Washington Post’s The Fix concedes that universal voter registration is linked to fraud.

This is one heck of a Freudian slip, honestly.

freudian-slip

 

For one thing, they would probably seize on the chance to attack her for favoring another government mandate and federal encroachment on states, and also to argue that government mandated registration could produce other types of fraud.” – Bolding mine, and I’m kind of pleased that we’re just admitting for once something that everybody already knows: which is, that there’s inherently just something in mandatory voting registration that doesn’t hate a fraud.  I feel that it’s good for Left-pundits to reach this plateau, as George Carlin might have said.  It gives all an opportunity to advance the debate.

Moe Lane

PS: No, by the way. I think that we can avoid mandated voter registration on the federal level for some time to come.  States with full Democratic control are perfectly free to set their own policies in this, of course… although finding states that fit that description has been getting harder and harder to do, of late.

Connecticut discovering that Scary Gun control is harder than it looks.

Both Reason and Instapundit have both roundly castigated the Hartford Courant’s faintly hysterical (in all senses of the term) editorial calling for Connecticut cops to harass Connecticut gun owners into providing something better than a 15% registration rate (at best) for their Scary Evil Devil-Guns “military-style assault weapons.” Goodness knows the editorial deserved it, given that it seems to have been written by one of the most politically tone-deaf people in the country.  I especially enjoyed this pious hope of the Courant’s:

Although willful noncompliance with the law is doubtless a major issue, it’s possible that many gun owners are unaware of their obligation to register military-style assault weapons and would do so if given another chance.

Continue reading Connecticut discovering that Scary Gun control is harder than it looks.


- **Task to complete**: Copy every entry exactly as it reads and exclude whatever pictures appear.

◆ ◆ ◆ ◆ ◆ ◆ ◆

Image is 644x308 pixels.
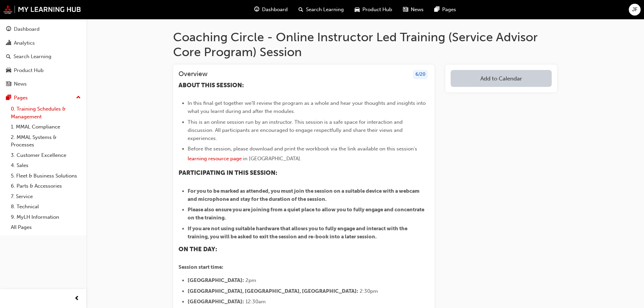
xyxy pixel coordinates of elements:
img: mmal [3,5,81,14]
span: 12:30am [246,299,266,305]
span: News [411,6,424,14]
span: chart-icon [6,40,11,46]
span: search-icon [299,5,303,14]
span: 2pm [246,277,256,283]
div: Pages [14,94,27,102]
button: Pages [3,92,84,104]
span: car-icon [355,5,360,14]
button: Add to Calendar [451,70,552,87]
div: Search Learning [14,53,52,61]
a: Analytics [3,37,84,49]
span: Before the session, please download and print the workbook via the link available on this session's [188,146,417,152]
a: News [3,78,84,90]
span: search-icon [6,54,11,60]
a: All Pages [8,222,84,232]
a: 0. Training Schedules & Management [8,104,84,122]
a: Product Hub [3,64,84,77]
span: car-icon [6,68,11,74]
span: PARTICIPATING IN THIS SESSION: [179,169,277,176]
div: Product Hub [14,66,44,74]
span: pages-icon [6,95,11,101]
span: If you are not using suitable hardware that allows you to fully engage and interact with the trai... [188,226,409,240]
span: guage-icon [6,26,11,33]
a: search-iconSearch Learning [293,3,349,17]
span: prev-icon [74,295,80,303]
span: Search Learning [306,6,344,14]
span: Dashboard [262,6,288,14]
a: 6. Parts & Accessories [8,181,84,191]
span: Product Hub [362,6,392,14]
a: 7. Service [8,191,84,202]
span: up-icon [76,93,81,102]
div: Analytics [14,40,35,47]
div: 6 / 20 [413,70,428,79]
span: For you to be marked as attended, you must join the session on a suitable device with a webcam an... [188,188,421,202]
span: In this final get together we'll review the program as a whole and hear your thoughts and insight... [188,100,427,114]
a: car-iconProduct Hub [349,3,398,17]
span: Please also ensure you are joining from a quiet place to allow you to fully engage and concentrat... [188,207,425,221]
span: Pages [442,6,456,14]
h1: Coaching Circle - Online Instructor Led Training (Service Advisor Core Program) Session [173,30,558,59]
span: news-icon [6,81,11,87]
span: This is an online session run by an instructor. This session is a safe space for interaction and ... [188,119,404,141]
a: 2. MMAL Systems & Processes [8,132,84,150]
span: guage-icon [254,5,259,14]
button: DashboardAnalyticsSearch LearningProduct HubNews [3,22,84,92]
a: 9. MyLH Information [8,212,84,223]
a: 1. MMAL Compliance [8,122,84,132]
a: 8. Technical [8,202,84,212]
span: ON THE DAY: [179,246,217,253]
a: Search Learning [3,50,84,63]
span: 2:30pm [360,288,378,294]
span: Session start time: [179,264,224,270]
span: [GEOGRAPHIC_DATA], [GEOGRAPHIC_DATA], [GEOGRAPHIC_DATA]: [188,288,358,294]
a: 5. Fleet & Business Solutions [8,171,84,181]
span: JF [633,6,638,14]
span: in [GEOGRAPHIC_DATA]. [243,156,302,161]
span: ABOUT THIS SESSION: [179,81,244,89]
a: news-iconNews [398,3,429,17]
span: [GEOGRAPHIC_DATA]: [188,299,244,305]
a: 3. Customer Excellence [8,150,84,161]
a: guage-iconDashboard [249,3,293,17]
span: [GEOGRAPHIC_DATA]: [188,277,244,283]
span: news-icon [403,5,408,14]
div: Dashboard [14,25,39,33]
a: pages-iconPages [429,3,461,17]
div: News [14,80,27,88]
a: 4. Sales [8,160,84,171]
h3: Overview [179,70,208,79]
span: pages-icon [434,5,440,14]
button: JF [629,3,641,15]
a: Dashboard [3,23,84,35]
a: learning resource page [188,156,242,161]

◆ ◆ ◆ ◆ ◆ ◆ ◆

- **Result of this exercise**:
Image is 644x308 pixels.
xyxy pixel coordinates of elements:
img: mmal [3,5,81,14]
span: 12:30am [246,299,266,305]
span: News [411,6,424,14]
span: chart-icon [6,40,11,46]
span: search-icon [299,5,303,14]
span: 2pm [246,277,256,283]
div: Pages [14,94,27,102]
button: Pages [3,92,84,104]
span: car-icon [355,5,360,14]
button: Add to Calendar [451,70,552,87]
div: Search Learning [14,53,52,61]
a: Analytics [3,37,84,49]
span: Before the session, please download and print the workbook via the link available on this session's [188,146,417,152]
a: News [3,78,84,90]
span: search-icon [6,54,11,60]
a: All Pages [8,222,84,232]
a: 0. Training Schedules & Management [8,104,84,122]
a: Product Hub [3,64,84,77]
span: car-icon [6,68,11,74]
span: PARTICIPATING IN THIS SESSION: [179,169,277,176]
div: Product Hub [14,66,44,74]
span: pages-icon [6,95,11,101]
span: If you are not using suitable hardware that allows you to fully engage and interact with the trai... [188,226,409,240]
span: guage-icon [6,26,11,33]
a: search-iconSearch Learning [293,3,349,17]
span: prev-icon [74,295,80,303]
span: Search Learning [306,6,344,14]
span: Dashboard [262,6,288,14]
a: 6. Parts & Accessories [8,181,84,191]
span: Product Hub [362,6,392,14]
a: 7. Service [8,191,84,202]
span: up-icon [76,93,81,102]
div: Analytics [14,40,35,47]
div: 6 / 20 [413,70,428,79]
span: For you to be marked as attended, you must join the session on a suitable device with a webcam an... [188,188,421,202]
span: In this final get together we'll review the program as a whole and hear your thoughts and insight... [188,100,427,114]
a: car-iconProduct Hub [349,3,398,17]
span: Please also ensure you are joining from a quiet place to allow you to fully engage and concentrat... [188,207,425,221]
span: Pages [442,6,456,14]
h1: Coaching Circle - Online Instructor Led Training (Service Advisor Core Program) Session [173,30,558,59]
span: news-icon [6,81,11,87]
span: This is an online session run by an instructor. This session is a safe space for interaction and ... [188,119,404,141]
a: 2. MMAL Systems & Processes [8,132,84,150]
span: guage-icon [254,5,259,14]
button: DashboardAnalyticsSearch LearningProduct HubNews [3,22,84,92]
a: 9. MyLH Information [8,212,84,223]
a: 1. MMAL Compliance [8,122,84,132]
a: 8. Technical [8,202,84,212]
span: ON THE DAY: [179,246,217,253]
a: Search Learning [3,50,84,63]
span: 2:30pm [360,288,378,294]
span: Session start time: [179,264,224,270]
span: [GEOGRAPHIC_DATA], [GEOGRAPHIC_DATA], [GEOGRAPHIC_DATA]: [188,288,358,294]
a: 5. Fleet & Business Solutions [8,171,84,181]
span: JF [633,6,638,14]
span: in [GEOGRAPHIC_DATA]. [243,156,302,161]
span: ABOUT THIS SESSION: [179,81,244,89]
a: news-iconNews [398,3,429,17]
span: [GEOGRAPHIC_DATA]: [188,299,244,305]
a: 3. Customer Excellence [8,150,84,161]
a: guage-iconDashboard [249,3,293,17]
span: [GEOGRAPHIC_DATA]: [188,277,244,283]
span: news-icon [403,5,408,14]
div: Dashboard [14,25,39,33]
a: pages-iconPages [429,3,461,17]
div: News [14,80,27,88]
a: 4. Sales [8,160,84,171]
h3: Overview [179,70,208,79]
span: pages-icon [434,5,440,14]
button: JF [629,3,641,15]
a: Dashboard [3,23,84,35]
a: learning resource page [188,156,242,161]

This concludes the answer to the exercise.